Last week’s 4 Fundamental Elements Every Spring Strategy Session Needs wrapped up with a simple take on roles and responsibilities. Simple, but not easy, so revisiting that seems like a good place to start this week. It also offers a good lens through which to address some of the other spring-cleaning tasks related to the care and maintenance of strategy.
Understanding who needs to do what, when and how it needs to get done, and why it’s important to get all of this right are among the hardest things credit union leaders ever deal with. Ensuring that everyone understands this the same way and is operating in harmony is not a key success factor for strategy, it’s the key foundational factor. Without that, success isn’t even an option.
Every modern credit union governance model makes strategy the shared responsibility of the board and executive leadership. While the details of how things are split depends on which model you use and how you’ve handled things historically, the fundamentals are fairly consistent, as is the absolute need to stay out of each other’s lane, even as you collaborate.
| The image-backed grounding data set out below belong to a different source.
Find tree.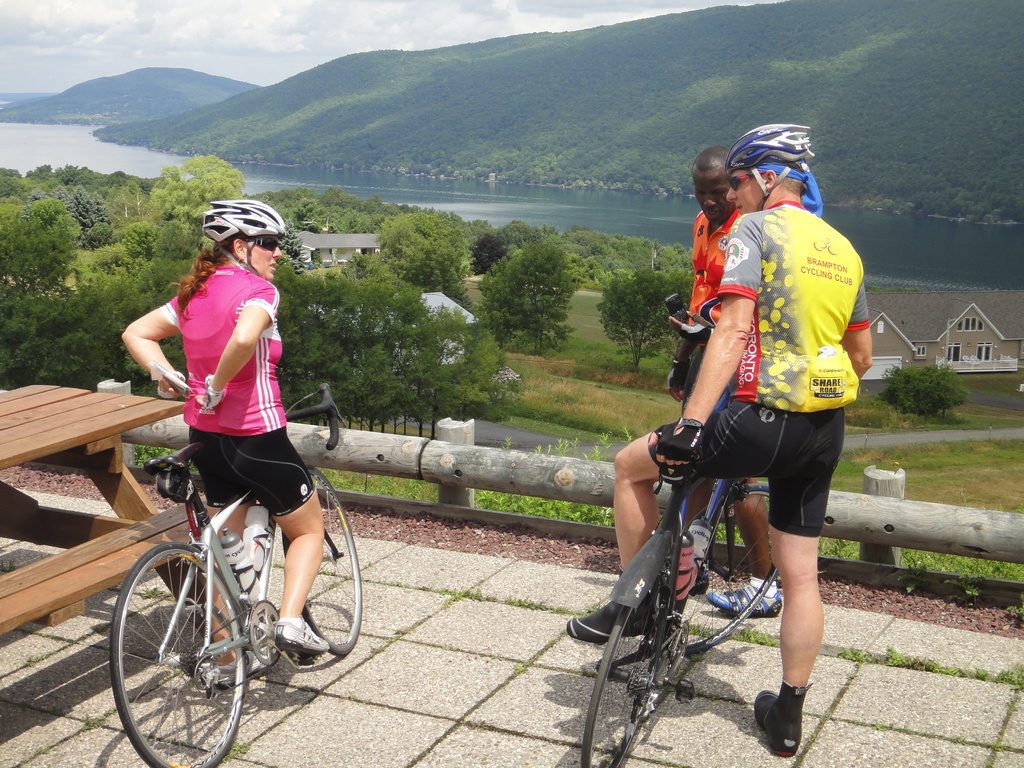
[left=154, top=149, right=252, bottom=248].
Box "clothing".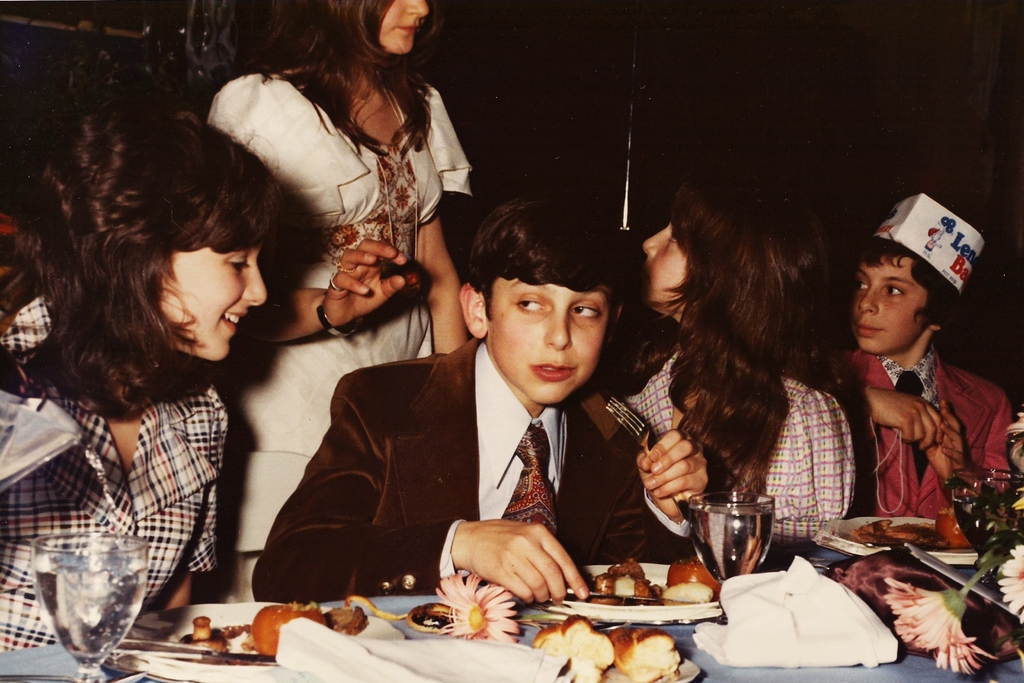
region(255, 344, 692, 599).
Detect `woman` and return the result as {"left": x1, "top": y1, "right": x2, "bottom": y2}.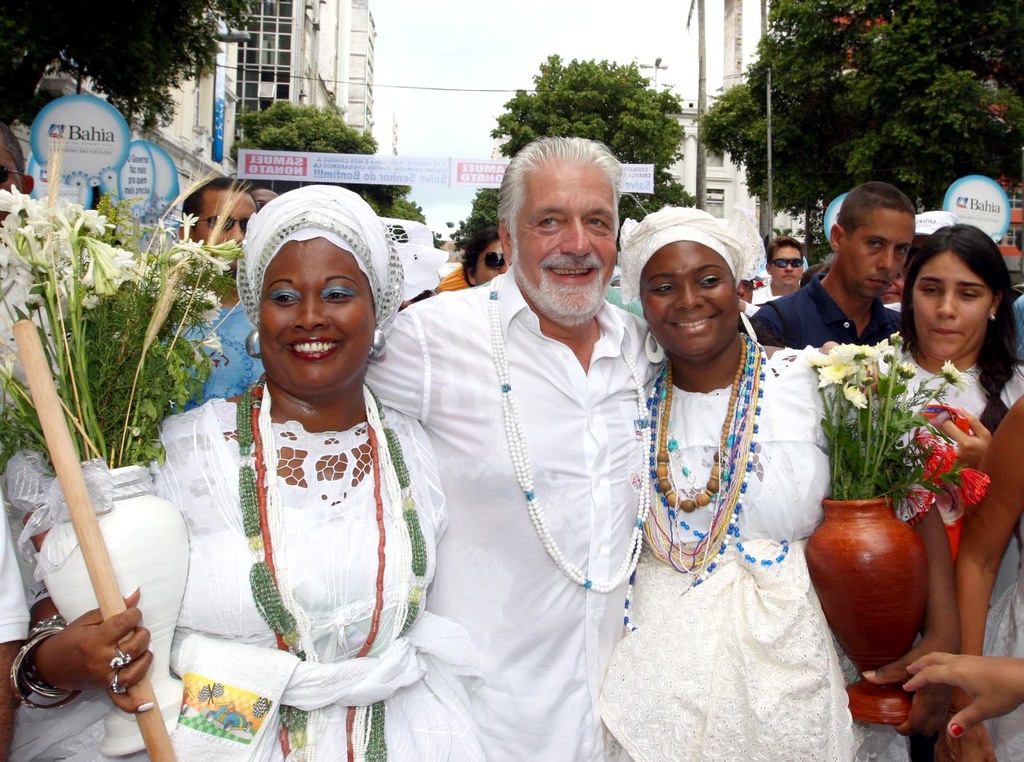
{"left": 18, "top": 181, "right": 482, "bottom": 761}.
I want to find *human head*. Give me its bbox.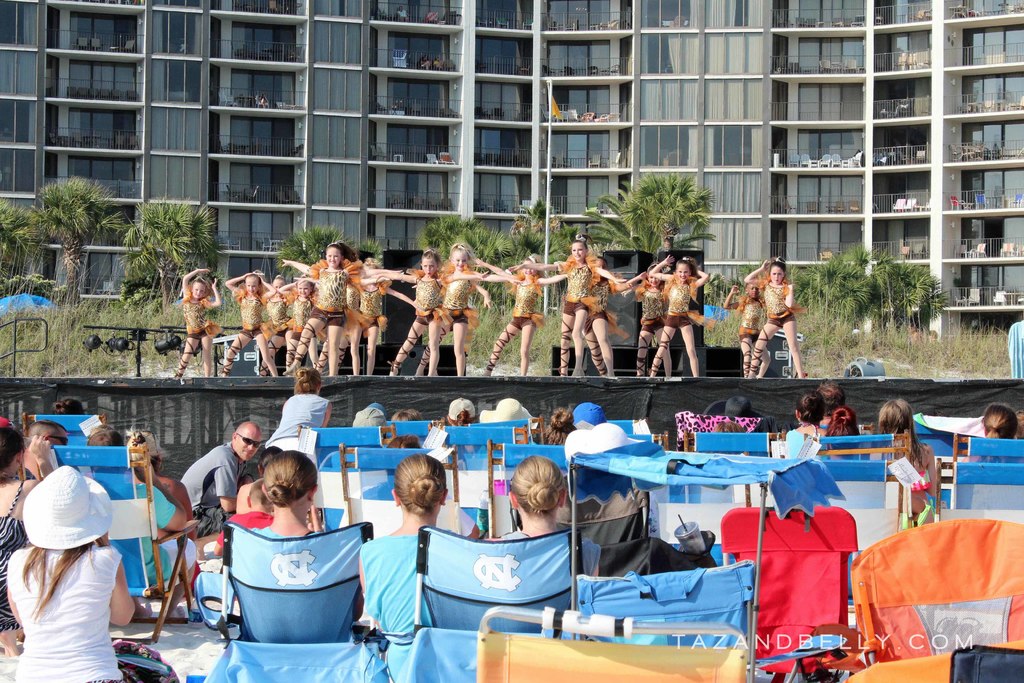
left=228, top=423, right=263, bottom=460.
The board represents member-owners and is responsible to them for ensuring the credit union delivers on its purpose in a safe, sound, sustainable manner. Long ago, new credit unions were small, common bonds were personal, and operations might involve a shoe box. In those days, purpose was straightforward, boards also served as management, and a board’s greatest responsibility was fiduciary.
Today, even the smallest full-service credit union is fairly complex. Professionals provide management, examiners backstop safety and soundness, and good boards think and act strategically. Boards are now responsible for setting strategic direction, articulating purpose, establishing a timeframe for planning, defining what success should look like, and identifying key metrics to determine whether success has been attained.
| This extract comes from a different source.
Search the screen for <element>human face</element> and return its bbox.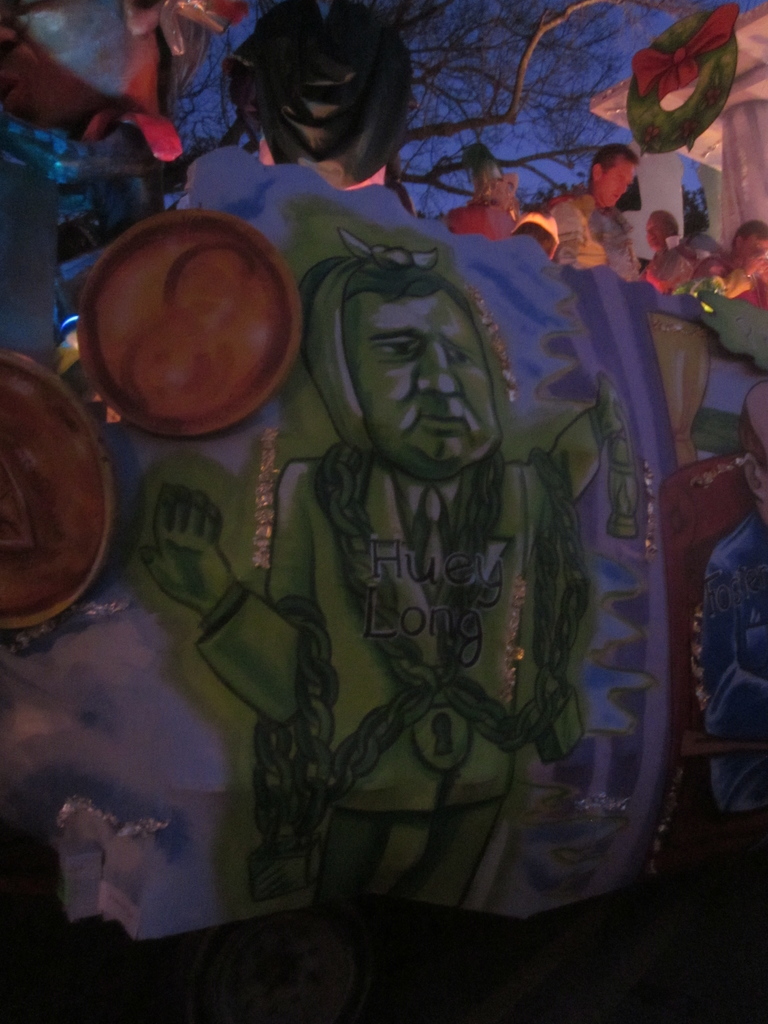
Found: l=357, t=290, r=497, b=479.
The leadership team can help with these tasks, but ultimately, only the board can make the tough decisions. Active and engaged boards need to consider a host of important questions, including:
- Who do you serve? You can’t be all things to all people.
- Are you purpose-driven (and committed to everything that entails)?
- Do you think and plan in strategic terms (5-20 years), tactical terms (3-5 years), or operational terms (1-2 years)?
- Are your goals financial performance and growth or stakeholder impact?
- If your goals are traditional, which metrics do you prioritize?
- If your goals are non-financial, how are you measuring success and benchmarking performance?
Do You Have 90 Minutes To Talk Strategy?
Credit unions face unprecedented challenges, and strategic planning has never been more important. For leadership teams and boards, stepping back from the day-to-day to focus on the future is critical for long-term sustainability. Start your strategic conversation with a 90-minute virtual strategic briefing session from Callahan & Associates.

The Challenge For Leadership
The leadership team’s primary role in the development and management of strategy is to execute and deliver on the board’s intentions and aspirations. This involves three different tasks, each tough in its own right, and each requiring leaders to consider multiple options from multiple perspectives:
- Assessing the operating and competitive environment, making sure to account for all possible alternative sources for the value your products and services deliver – not just banks, other financial services providers, and fintechs.
- Understanding how members perceive and feel about your products and services, the jobs members are willing to hire you to do for them, and members’ emotional needs and priorities as well as their functional ones.
- Knowing your own credit union, its resources, capabilities, limits, competitive advantages, culture, and reputation; knowing and understanding all the means you have available to make things work.
Tackling these responsibilities directly and constructively – and making difficult choices about focus and priorities in advance – will always produce better outcomes than avoiding them. Consistently doing it well requires focus and a framework. In other words, these jobs are not something you can do off the side of your desk or the corner of the boardroom table in between managing the credit union and handling other regular business.
Strategy is your North Star. In the words of the John L. Gaddis, Yale history professor and one of the greatest living students of strategy, it aligns “potentially unlimited aspirations with necessarily limited capabilities.” You make the best of those limited capabilities when you know what they are, what you are trying to accomplish with them, and why. That takes time and focus that doesn’t exist in the normal course of business. That’s why Callahan & Associates sees spring as strategy season. Spring is when there’s time to do the difficult spade work that makes gardens bloom and produces bumper crops.